Hi Marilyn (and you too, John) -
Well, nice to hear from you, and thanks for asking, but no, everything is not okay. It's kind of like what I felt when Rod passed away, but maybe 5 or 10 times as bad. I lost a friend then yes, and now it feels like I lost my country. And I've tried analyzing it from a bunch of different viewpoints, but the feeling won't go away. And June is in much the same place - for some of the same reasons, and some a bit different, but in the end about the same.
When I first came to America, it was rough - WWII wasn't very far in the past, and there was a lot of hatred for Japanese people everywhere. For the first few years, until we moved to a better, less rural and more diverse community, I was confronted with the worst of human behavior; sometimes I would get beaten up, sometimes had rocks thrown at me, and got yelled at a lot. For a little kid, that was hard to take. I cried a lot, beat up some other kids in return and I was the one who was punished for it, and I also did a lot of thinking. Eventually I learned that I could use an ability to make friends, and my basic competence, to deflect most of it, and I survived.
Ever since then, I, and a whole lot of other people in America, have been living in the fiction bubble that things were getting better, that maybe racism was a thing of the past, with only a few hold out pockets of dumb ass redneck bigots here and there. Boy, were we all wrong.
Since Barack Obama was elected, the howling hordes of crazy Tea Party Birther assholes nationwide have come out of the shadows and continually reared their ugly heads to do what they could to delegitimize our first black President. And now, whipped into a new frenzy by an explicitly racist and fear-based election campaign, the white nationalist neo-Nazi fringe has shown they aren't a fringe at all, and put the original Birther, the KKK endorsed Trump, and his entire party, into total and complete control of power in the US government.
As a result of that, there is this:
http://nymag.com/daily/intelligencer/2016/11/trump-supporter-muslim-registry-internment-camps.html
No, I don't think I and my children, or others of Japanese ancestry will again be rounded up, but I weep tears of despair and rage when I think about the sheer terror that Muslim families, as well as families of undocumented immigrants, are living in right now. That's right - terror. The families that will be targeted will most likely be left alone, but they will always live in terror, beginning now. And that is the whole point behind why the despicable people who dream these things up, do them.
We have elected a terrorist, a man who made a pitch to the country based on fear and naked bigotry, and the consequences of that will shadow America for a long time. The over 50% of white women and almost 70% of white men who voted this monstrosity in, as well as all those who chose not to vote at all, have shown themselves for who they really are, and the picture is not a pretty one. A national registry for an entire religious group wasn't such a great idea in its original German, and the translation isn't any better.
So, does how I feel have anything to do with maybe being a sore loser, my team lost, boo hoo, so get over it? But I know it's not that, since I didn't feel like this in past lost elections, and also literally tens of millions of others are having very similar reactions, at this very moment. I worked hard, and so did a lot of us who were paying attention, to make others aware of what was going on and what the stakes were, and maybe that makes the outcome worse, I don't know.
I'm not good company right now, and I don't know when I will be. I pick up a guitar or mandolin or bass, or sit at the piano, and the notes won't come. I am not consumed with angry thoughts or have fear for the future; it's more that something has died inside of me, some sort of deep grief, and I have no inspiration anymore. I rake leaves, I make meals and feed the family, and write blog posts. I go for bike rides, and last weekend I helped my kid make a costume for the Eucon comic and game convention, and I do all the things I usually do every day. But some sacred fire has gone out, and it's so difficult to make music, or sing songs, that it's hard to motivate myself to get started. Eventually I'll be okay, and hopefully so will we all.
I have no wish to go to any open mics in Cottage Grove or Marcola and hang out with the country folk, and I don't much feel like working up a set to do at a benefit event for the school district in the redneck part of town. Besides being disappointed, I don't hold any real animosity toward all the basically good and kind people who nevertheless voted for hatred and division; I've lived around them most of my life, and I also know how easy it is for charismatic leaders to incite mob behavior in simple, impressionable minds. It's just that at this time I don't feel like being around the simple folks.
June and I went to Portland the week before the election, and when we visited the Japanese Garden in Washington Park, it struck me how great it felt to be in a crowd of such diversity - literally children and women and men from all over the world, all shades of all colors, and speaking in many different languages and accents. That's my dream of the perfect country to live in, and it's just a dream, but may I eventually find it. Right now, it feels like Paradise lost.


Action item: What you return must match the records exactly, with every line included.

►

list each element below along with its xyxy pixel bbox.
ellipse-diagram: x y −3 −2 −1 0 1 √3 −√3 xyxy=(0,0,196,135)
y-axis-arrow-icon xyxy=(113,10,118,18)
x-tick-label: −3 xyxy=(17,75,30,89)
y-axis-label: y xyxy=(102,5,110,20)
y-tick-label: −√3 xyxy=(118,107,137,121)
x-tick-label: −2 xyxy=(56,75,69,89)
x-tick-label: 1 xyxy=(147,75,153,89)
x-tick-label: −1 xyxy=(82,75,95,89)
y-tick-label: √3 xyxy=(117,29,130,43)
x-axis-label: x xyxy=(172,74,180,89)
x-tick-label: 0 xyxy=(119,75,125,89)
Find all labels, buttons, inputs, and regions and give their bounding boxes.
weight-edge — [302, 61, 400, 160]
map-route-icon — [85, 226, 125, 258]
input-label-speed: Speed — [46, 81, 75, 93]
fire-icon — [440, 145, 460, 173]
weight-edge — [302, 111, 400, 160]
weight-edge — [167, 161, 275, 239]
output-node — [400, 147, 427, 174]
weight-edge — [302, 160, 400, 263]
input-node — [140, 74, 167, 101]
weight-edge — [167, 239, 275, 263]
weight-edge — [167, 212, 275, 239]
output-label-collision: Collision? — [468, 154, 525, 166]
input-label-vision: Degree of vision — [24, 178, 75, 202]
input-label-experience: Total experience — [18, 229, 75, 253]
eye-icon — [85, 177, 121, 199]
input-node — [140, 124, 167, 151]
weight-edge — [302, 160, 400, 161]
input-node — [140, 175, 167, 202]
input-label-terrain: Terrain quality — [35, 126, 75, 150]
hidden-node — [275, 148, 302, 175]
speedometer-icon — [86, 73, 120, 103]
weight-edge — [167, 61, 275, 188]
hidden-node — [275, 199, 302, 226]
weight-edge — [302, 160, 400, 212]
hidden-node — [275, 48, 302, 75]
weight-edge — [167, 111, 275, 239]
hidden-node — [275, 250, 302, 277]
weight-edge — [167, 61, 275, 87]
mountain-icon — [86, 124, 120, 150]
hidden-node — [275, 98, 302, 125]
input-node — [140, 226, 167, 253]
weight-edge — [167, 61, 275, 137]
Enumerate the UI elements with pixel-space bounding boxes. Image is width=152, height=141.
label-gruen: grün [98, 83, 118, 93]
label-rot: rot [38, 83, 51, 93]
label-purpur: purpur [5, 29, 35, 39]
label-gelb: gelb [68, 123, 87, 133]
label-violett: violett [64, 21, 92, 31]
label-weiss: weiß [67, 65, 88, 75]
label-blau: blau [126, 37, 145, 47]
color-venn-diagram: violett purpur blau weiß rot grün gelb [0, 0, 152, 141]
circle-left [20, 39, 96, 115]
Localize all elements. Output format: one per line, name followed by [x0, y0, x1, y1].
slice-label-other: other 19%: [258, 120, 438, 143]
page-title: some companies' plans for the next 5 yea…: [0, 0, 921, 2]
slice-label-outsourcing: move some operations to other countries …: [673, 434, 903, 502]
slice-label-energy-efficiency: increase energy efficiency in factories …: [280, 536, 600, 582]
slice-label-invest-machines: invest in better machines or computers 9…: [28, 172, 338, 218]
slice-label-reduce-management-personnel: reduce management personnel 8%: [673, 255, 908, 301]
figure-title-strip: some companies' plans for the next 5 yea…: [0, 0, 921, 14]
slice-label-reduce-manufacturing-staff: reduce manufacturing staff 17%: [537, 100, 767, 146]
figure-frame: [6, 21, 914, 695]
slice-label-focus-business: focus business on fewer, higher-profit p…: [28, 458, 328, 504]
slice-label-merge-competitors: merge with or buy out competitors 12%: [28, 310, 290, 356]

◄

Response to the task:
list each element below along with its xyxy pixel bbox.
ellipse-diagram: x y −3 −2 −1 0 1 √3 −√3 xyxy=(0,0,196,135)
y-axis-arrow-icon xyxy=(113,10,118,18)
x-tick-label: −3 xyxy=(17,75,30,89)
y-axis-label: y xyxy=(102,5,110,20)
y-tick-label: −√3 xyxy=(118,107,137,121)
x-tick-label: −2 xyxy=(56,75,69,89)
x-tick-label: 1 xyxy=(147,75,153,89)
x-tick-label: −1 xyxy=(82,75,95,89)
y-tick-label: √3 xyxy=(117,29,130,43)
x-axis-label: x xyxy=(172,74,180,89)
x-tick-label: 0 xyxy=(119,75,125,89)
Find all labels, buttons, inputs, and regions and give their bounding boxes.
weight-edge — [302, 61, 400, 160]
map-route-icon — [85, 226, 125, 258]
input-label-speed: Speed — [46, 81, 75, 93]
fire-icon — [440, 145, 460, 173]
weight-edge — [302, 111, 400, 160]
weight-edge — [167, 161, 275, 239]
output-node — [400, 147, 427, 174]
weight-edge — [302, 160, 400, 263]
input-node — [140, 74, 167, 101]
weight-edge — [167, 239, 275, 263]
weight-edge — [167, 212, 275, 239]
output-label-collision: Collision? — [468, 154, 525, 166]
input-label-vision: Degree of vision — [24, 178, 75, 202]
input-label-experience: Total experience — [18, 229, 75, 253]
eye-icon — [85, 177, 121, 199]
input-node — [140, 124, 167, 151]
weight-edge — [302, 160, 400, 161]
input-node — [140, 175, 167, 202]
input-label-terrain: Terrain quality — [35, 126, 75, 150]
hidden-node — [275, 148, 302, 175]
speedometer-icon — [86, 73, 120, 103]
weight-edge — [167, 61, 275, 188]
hidden-node — [275, 199, 302, 226]
weight-edge — [302, 160, 400, 212]
hidden-node — [275, 48, 302, 75]
weight-edge — [167, 111, 275, 239]
hidden-node — [275, 250, 302, 277]
weight-edge — [167, 61, 275, 87]
mountain-icon — [86, 124, 120, 150]
hidden-node — [275, 98, 302, 125]
input-node — [140, 226, 167, 253]
weight-edge — [167, 61, 275, 137]
Enumerate the UI elements with pixel-space bounding boxes. Image is width=152, height=141.
label-gruen: grün [98, 83, 118, 93]
label-rot: rot [38, 83, 51, 93]
label-purpur: purpur [5, 29, 35, 39]
label-gelb: gelb [68, 123, 87, 133]
label-violett: violett [64, 21, 92, 31]
label-weiss: weiß [67, 65, 88, 75]
label-blau: blau [126, 37, 145, 47]
color-venn-diagram: violett purpur blau weiß rot grün gelb [0, 0, 152, 141]
circle-left [20, 39, 96, 115]
Localize all elements. Output format: one per line, name followed by [x0, y0, x1, y1].
slice-label-other: other 19%: [258, 120, 438, 143]
page-title: some companies' plans for the next 5 yea…: [0, 0, 921, 2]
slice-label-outsourcing: move some operations to other countries …: [673, 434, 903, 502]
slice-label-energy-efficiency: increase energy efficiency in factories …: [280, 536, 600, 582]
slice-label-invest-machines: invest in better machines or computers 9…: [28, 172, 338, 218]
slice-label-reduce-management-personnel: reduce management personnel 8%: [673, 255, 908, 301]
figure-title-strip: some companies' plans for the next 5 yea…: [0, 0, 921, 14]
slice-label-reduce-manufacturing-staff: reduce manufacturing staff 17%: [537, 100, 767, 146]
figure-frame: [6, 21, 914, 695]
slice-label-focus-business: focus business on fewer, higher-profit p…: [28, 458, 328, 504]
slice-label-merge-competitors: merge with or buy out competitors 12%: [28, 310, 290, 356]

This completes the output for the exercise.